Indexes sources in medical research including biomedical and physical sciences, North American bias, from 1946 to date. The database is updated weekly.
Medical Education offers a core collection of content for staff and students. The Core book collection has over 35 fundamental texts, covering key areas of study—anatomical sciences, pathology, and biochemistry. Also included are over 600 cases—allowing students to review for exam or utilise for presentation prep. Q&A covers 4,800 questions to reinforce learned content and exam preparation.
Scopus is the largest ever bibliographic database and indexes over 20,000 titles from science, technology, medicine and the social sciences. This abstract only database is updated daily so it is excellent for identifying the emerging research. Use Article Linker (AL - link to full text) to check for full text online sources.
Contains full text articles from over 5,800 journals, covering many subjects, including anthropology, politics, political science, psychology, psychiatry, sociology and social work. Coverage includes 450 magazines for news, current awareness and examples of professional practice.
APA PsycArticles is a database of full-text articles from just over 120 journals published by the American Psychological Association, the Canadian Psychological Association, Hogrefe Publishing Group and APA's Educational Publishing Foundation.
OECD Health Statistics offers the most comprehensive source of comparable statistics on health and health systems across OECD countries, and includes data found in the publication Health at a Glance. It provides data on the health status of the population including obesity (overweight, obese), suicide and life expectancy, health care financing, health care resources, social protection, health care utilization, the pharmaceutical market, long-term care resources and utilization, non-medical determinants of health, expenditure on health, and demographic and economic references, with coverage being provided for OECD and selected non-OECD countries as far back as 1960.
Previously published as OHE Compendium of Health Statistics, OHESI offers historical data spanning up to 50 years primarily for the UK, but including some international comparisons, plus The OHE Guide. No password is required to access these data.
US National Library of Medicine's digital archive of biomedical and life sciences journal literature. This databases indexes millions of citations from scholarly health and medical research sources and offers a broad overview of the literature. PubMed offers a search through 37 million citations and a more user friendly interface and options to refine your search.
Try Europe PMC - an alternative version which indexes the full text source to assist with text mining. Personalised sign in is via one of several services such as ORCiD, Google,etc. For Medical Subject Headings (controlled language indexing), we recommend that you use Medline on Ovid.
This archive includes content published between 1980 until 2012 ONLY.
Springer Protocols contains more than 28,000 protocols, derived from primary content from 6 book series: mostly from Methods in Molecular Biology (907 volumes), and also from Methods in Biotechnology (24 volumes), Methods in Molecular Medicine (140 volumes), Methods in Pharmacology and Toxicology (11 volumes), Neuromethods (70 volumes), 8 Springer Protocols Handbooks titles and 21 additional books not in a series.
Used primarily in the life sciences, these protocols provide written procedural methods in the design and implementation of experiments including aspects such as safety, bias, procedures, equipment, statistical methods, reporting, and troubleshooting standards. Each protocol is templated into four sections—Introduction, Materials, Methods, Notes.
This collection is also available on the new Springer Nature Experiments platform.
Split your topic into keywords: To find better and fewer results, think about your keywords. Make sure they accurately describe what you are looking for, and add more keywords to make your search more specific.
Think of alternative keywords: For example, 'elderly' could also be referred to as 'geriatric' or 'aged'. Or, think of the bigger picture. For example, instead of searching for 'knee' or 'ankle', try searching for 'joints'.
Search for phrases in "double quotation marks": For example, "occupational therapy". This will search for the phrase as a whole, instead of the individual words.
Select a data range: For example, you may only want literature published since 2010. Most databases have the option to select dates.
For more help see our Finding resources guide, or contact your Librarian.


Task requirements
Where does "xlabel" appear in the data? Return each line that holds it.

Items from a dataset
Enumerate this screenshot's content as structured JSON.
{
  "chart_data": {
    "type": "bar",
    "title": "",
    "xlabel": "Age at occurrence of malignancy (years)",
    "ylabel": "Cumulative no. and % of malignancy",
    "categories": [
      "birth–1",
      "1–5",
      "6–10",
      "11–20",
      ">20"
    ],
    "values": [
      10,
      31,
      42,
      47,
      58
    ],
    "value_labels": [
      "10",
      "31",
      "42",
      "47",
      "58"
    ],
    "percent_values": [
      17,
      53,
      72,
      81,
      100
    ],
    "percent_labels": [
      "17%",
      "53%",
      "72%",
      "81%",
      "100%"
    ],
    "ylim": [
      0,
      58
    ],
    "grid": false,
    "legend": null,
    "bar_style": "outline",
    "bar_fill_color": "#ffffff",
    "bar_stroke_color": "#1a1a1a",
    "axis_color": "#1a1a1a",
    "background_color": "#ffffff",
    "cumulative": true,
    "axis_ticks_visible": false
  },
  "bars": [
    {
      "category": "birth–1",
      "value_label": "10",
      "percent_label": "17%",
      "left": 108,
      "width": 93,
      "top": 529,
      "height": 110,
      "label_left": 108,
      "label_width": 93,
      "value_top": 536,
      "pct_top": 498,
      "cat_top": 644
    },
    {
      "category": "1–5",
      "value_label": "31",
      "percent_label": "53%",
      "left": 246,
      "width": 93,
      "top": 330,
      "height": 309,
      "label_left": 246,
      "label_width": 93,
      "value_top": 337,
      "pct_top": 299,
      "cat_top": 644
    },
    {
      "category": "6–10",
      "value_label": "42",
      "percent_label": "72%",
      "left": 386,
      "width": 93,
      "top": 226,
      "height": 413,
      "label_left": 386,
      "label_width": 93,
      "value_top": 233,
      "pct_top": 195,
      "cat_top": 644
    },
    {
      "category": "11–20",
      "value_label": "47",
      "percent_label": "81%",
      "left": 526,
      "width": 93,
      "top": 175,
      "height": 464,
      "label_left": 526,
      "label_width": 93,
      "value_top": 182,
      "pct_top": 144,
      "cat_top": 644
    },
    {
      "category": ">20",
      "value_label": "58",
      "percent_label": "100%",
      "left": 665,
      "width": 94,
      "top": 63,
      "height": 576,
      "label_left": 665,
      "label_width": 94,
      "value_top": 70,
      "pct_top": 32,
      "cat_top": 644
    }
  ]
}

--

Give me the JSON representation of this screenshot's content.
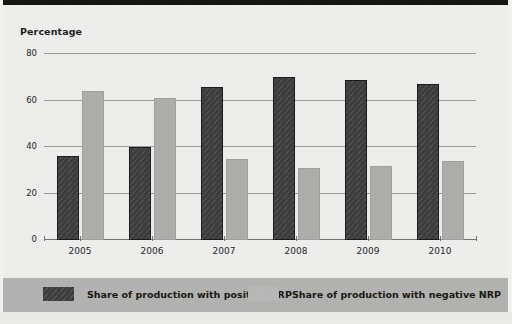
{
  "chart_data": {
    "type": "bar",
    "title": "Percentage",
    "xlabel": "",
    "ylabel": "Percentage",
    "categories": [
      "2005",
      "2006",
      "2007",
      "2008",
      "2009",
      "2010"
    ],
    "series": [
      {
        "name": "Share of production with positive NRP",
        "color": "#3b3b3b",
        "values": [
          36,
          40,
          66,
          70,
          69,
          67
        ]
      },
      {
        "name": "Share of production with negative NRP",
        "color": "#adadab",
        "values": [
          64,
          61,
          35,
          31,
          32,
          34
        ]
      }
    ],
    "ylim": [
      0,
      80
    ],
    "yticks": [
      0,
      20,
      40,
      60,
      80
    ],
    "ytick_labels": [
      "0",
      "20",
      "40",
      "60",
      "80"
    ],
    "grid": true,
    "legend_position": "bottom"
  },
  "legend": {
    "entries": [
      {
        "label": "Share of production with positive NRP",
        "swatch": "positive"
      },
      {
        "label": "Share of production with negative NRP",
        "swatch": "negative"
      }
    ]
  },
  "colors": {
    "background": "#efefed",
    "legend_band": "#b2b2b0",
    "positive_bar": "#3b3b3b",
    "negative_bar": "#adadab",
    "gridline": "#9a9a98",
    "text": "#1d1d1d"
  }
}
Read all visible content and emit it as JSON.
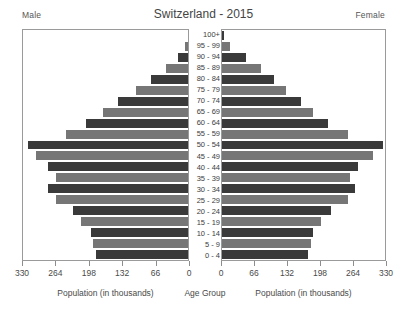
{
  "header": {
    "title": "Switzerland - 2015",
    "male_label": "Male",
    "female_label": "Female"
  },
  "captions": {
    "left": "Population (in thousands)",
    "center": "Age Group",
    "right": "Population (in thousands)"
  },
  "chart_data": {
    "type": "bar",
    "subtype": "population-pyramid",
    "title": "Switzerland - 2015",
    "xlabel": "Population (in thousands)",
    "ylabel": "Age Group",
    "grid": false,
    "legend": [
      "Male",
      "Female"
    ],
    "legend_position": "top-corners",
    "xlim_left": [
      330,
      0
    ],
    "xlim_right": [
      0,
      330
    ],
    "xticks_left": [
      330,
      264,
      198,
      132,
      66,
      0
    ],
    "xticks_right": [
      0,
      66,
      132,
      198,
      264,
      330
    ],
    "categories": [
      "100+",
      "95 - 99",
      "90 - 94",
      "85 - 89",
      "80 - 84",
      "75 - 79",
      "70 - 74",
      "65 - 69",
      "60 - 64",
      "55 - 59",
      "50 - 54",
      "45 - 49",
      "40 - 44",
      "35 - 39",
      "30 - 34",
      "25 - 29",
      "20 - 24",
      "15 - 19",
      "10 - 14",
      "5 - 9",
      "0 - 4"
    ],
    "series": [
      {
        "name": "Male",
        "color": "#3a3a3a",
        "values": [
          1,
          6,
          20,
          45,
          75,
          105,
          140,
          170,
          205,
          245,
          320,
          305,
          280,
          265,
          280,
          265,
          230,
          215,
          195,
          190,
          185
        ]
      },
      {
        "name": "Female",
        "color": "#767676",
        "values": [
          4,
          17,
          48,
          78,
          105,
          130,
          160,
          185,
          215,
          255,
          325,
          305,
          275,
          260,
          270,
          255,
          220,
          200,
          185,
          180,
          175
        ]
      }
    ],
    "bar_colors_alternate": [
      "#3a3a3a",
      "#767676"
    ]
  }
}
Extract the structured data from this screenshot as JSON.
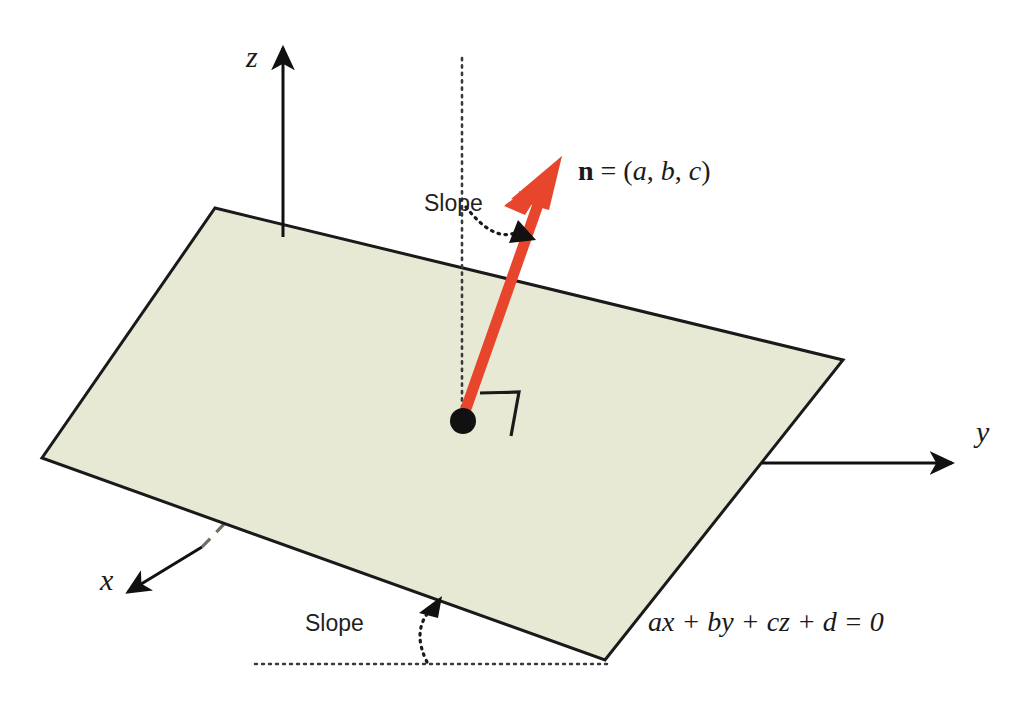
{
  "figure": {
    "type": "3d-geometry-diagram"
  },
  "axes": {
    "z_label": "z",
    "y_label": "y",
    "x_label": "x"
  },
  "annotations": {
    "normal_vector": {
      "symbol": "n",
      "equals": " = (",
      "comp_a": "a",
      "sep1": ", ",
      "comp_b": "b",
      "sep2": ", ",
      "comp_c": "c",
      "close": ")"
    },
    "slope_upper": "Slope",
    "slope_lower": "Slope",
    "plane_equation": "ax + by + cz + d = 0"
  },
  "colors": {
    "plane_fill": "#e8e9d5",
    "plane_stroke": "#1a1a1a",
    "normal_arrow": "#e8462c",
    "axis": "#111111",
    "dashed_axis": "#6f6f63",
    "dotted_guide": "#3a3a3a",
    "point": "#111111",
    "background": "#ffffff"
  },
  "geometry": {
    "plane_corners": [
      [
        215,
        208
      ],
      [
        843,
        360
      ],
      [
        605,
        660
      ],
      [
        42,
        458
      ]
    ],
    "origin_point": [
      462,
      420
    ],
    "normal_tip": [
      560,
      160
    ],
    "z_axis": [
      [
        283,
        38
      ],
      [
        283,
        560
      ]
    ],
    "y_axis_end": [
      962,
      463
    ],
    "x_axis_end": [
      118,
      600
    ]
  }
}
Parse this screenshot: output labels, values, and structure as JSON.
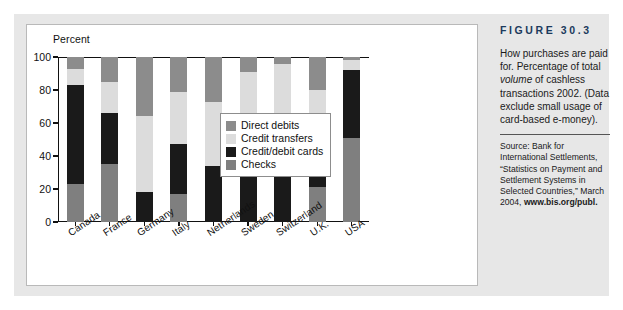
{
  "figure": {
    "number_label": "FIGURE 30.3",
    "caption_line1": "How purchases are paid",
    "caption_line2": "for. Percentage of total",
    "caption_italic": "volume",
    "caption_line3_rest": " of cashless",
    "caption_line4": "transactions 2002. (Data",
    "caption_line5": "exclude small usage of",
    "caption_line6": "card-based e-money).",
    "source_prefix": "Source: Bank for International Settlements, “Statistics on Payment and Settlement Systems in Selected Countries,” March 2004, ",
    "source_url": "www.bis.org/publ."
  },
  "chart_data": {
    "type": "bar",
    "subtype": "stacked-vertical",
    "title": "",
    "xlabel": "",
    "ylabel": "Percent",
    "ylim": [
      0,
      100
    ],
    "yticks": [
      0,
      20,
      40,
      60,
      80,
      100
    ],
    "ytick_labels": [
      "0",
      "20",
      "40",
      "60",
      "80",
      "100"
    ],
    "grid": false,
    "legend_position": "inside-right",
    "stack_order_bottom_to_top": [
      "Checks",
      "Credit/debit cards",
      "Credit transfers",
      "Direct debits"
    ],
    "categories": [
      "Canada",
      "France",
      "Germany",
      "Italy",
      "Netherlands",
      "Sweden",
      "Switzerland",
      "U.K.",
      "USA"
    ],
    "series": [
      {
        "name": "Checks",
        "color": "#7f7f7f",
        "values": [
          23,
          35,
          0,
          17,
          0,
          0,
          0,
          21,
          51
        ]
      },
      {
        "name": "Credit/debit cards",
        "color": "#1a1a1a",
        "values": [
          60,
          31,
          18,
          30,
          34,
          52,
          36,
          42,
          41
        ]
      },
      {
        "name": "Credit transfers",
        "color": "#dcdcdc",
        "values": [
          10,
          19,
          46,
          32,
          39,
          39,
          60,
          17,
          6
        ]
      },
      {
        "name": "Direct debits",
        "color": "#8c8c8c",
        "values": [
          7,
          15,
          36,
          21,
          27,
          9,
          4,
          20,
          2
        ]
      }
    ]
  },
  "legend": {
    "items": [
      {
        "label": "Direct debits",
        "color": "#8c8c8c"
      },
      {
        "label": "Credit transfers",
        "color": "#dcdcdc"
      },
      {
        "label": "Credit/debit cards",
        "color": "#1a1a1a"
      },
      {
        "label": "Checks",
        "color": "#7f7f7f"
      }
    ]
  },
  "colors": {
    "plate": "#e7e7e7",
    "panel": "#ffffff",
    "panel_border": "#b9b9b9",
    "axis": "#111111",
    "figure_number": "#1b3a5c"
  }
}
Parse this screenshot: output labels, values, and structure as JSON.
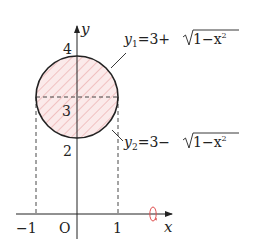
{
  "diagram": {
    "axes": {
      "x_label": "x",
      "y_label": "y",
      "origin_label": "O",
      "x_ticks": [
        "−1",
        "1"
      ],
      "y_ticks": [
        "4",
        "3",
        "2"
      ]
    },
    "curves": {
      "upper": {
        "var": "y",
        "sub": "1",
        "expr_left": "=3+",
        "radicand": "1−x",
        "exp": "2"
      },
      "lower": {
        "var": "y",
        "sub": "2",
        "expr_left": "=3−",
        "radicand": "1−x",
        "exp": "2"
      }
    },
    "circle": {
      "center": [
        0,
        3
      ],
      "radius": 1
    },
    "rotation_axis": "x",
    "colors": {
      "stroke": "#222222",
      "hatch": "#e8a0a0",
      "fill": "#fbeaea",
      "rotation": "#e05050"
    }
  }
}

* * *

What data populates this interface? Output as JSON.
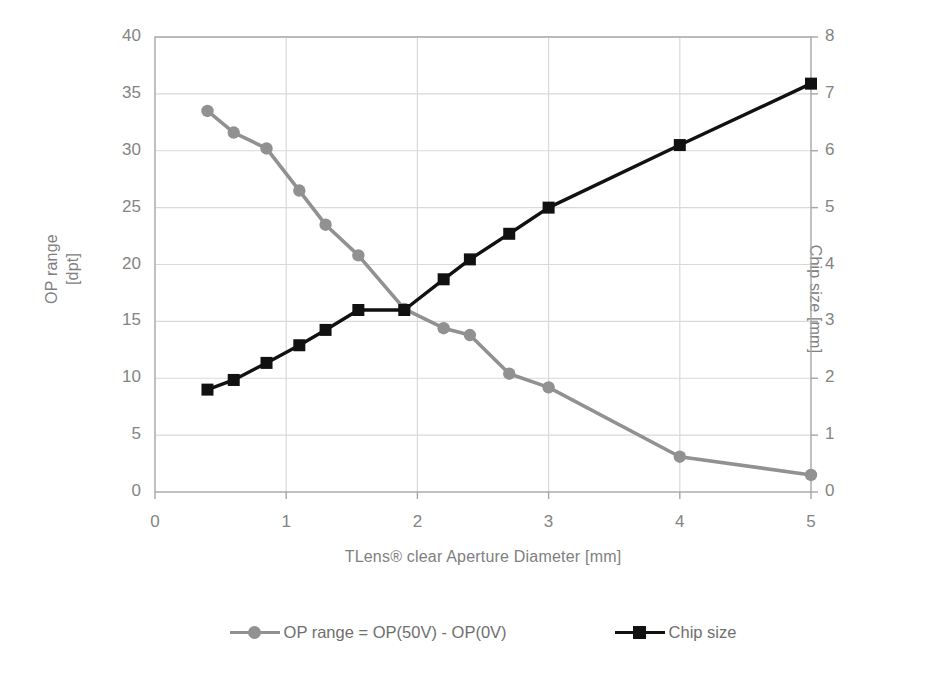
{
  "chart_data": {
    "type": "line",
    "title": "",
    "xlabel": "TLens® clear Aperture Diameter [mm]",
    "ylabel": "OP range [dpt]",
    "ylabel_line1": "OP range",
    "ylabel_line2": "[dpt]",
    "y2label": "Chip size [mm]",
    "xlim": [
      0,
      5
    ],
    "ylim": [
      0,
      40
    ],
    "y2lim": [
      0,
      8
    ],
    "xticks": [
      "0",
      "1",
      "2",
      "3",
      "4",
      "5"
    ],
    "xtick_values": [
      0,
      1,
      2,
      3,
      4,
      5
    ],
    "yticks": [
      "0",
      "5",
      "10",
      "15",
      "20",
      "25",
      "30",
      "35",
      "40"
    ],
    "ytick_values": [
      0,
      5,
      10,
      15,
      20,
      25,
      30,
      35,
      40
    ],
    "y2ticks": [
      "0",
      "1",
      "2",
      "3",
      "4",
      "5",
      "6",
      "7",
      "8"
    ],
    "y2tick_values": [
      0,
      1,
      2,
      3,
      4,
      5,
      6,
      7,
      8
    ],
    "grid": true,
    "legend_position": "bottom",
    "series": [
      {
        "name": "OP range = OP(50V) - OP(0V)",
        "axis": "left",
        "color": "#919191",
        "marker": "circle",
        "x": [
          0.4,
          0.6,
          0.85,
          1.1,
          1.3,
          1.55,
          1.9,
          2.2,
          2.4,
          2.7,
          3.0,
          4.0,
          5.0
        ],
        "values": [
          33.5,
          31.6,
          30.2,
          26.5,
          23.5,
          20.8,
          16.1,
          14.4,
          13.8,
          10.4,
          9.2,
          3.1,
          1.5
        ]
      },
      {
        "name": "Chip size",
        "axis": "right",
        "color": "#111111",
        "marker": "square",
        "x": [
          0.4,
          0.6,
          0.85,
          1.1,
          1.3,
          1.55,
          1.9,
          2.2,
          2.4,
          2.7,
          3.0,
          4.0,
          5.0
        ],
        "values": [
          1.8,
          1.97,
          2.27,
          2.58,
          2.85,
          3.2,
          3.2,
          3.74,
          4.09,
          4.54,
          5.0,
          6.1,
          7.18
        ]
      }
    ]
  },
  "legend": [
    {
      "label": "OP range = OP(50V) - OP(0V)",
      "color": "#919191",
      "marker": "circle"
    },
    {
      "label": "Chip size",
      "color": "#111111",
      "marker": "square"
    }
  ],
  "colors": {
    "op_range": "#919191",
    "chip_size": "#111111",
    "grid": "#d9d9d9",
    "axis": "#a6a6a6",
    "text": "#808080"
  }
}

Response area
    "xlabel": "Age at occurrence of malignancy (years)",
    "xlabel": "",
    "xlabel": "Population (in thousands)",
    "xlabel": "",
    "xlabel": "TLens® clear Aperture Diameter [mm]",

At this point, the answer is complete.